George Bretherick was the park’s first Superintendent and he designed the first rose Garden which was created in 1911.  It was definitely reworked several times and we know its last replanting was around 1972 as one of the Trust’s staff, Roger Haslam, was involved in that work. At first the garden was definitely a place with particular rules of behaviour and no dogs were allowed, but later more relaxed behaviour was allowed.  

There were beds of shrub roses and also arches and arbours of roses with many benches.  It was popular with courting couples.  In the centre was a sundial where the large Derbyshire Gritstone sculptures are now.  These modern sculptures by Ken Smith were commissioned in 2006 by the Trust. A sundial was installed in July 1912 and was paid for by Mr C.L Stiff of Stiff’s Concrete Company Ltd, Birmingham.  It was modelled on a sundial that was on the south west tower of St Paul’s cathedral.
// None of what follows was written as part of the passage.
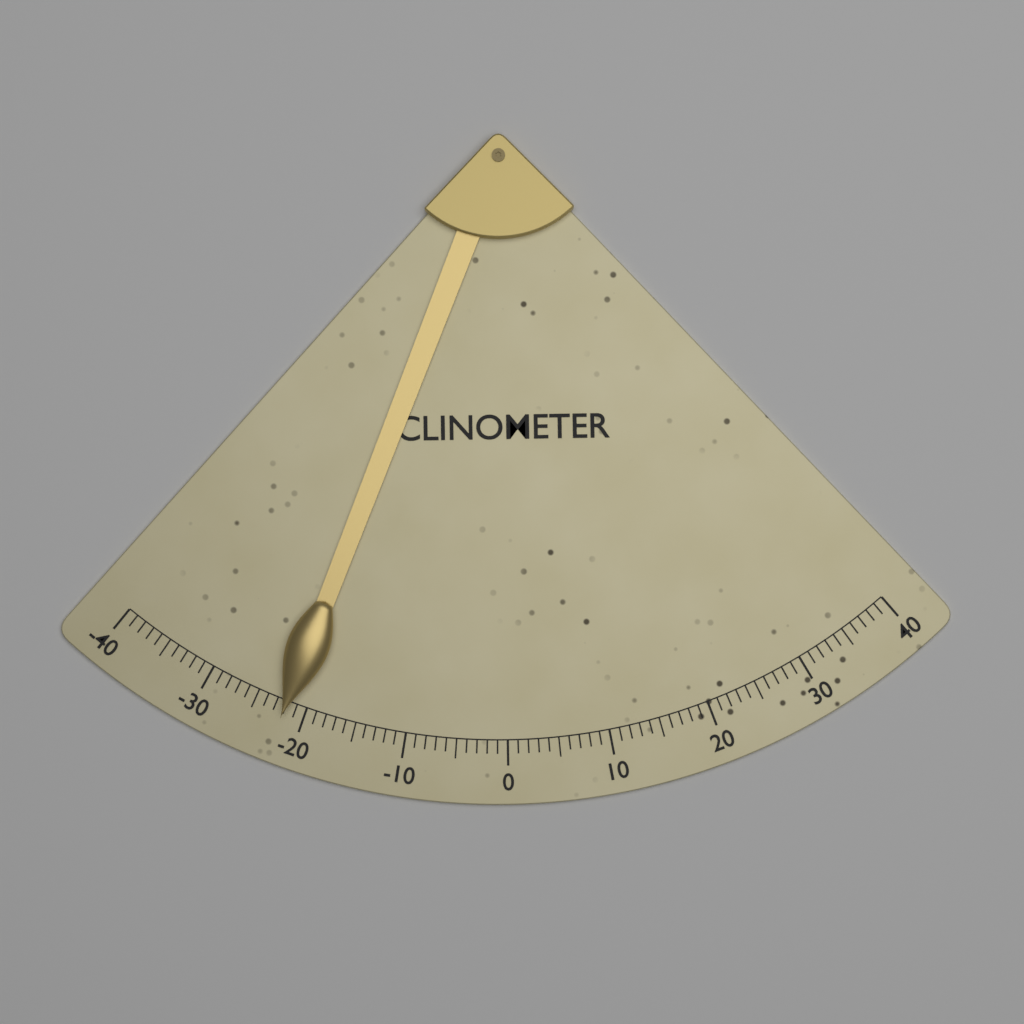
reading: -22 (no unit)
Sadly it must have eventually been broken and discarded as we found a leg from it in the excavation of the icehouse, which had been used as a waste repository by staff for many years.  The  bandstand was nearby.

Roger Haslam was one of the staff who replanted the Rose Garden in the 1970s:
"There was just roses each side, long beds, the length of them, roses, climbers, rambling roses, it was absolutely beautiful it was.  I used to love it, all the way around big benches, every 20 feet there was a bench.  I’d tell there was at least 60 benches in that park at one time just around that area...There were 24 [rose plants] around the sundial, like in a half moon shape, on one side of the path, there was 12 there, and then on the other side of the path, there were another 12….There were massive beds but we couldn’t replace them Hybrid Teas, Floribundas.  Peace, that was the name, it was lovely, big shrubs.  We used to prune them every year. " 

In the 1990s the pathways were grassed over and the Community Trust reinstated them on the original design in 2007. We have more than 50 historical photographs of this area of the park, almost as many as of the Abbey and have just shared a few below.

You can hear Paul Ross describe the Rose Garden here. Clip 25

Would you like to read about somewhere else on the history trail?  Go back to the main listing page.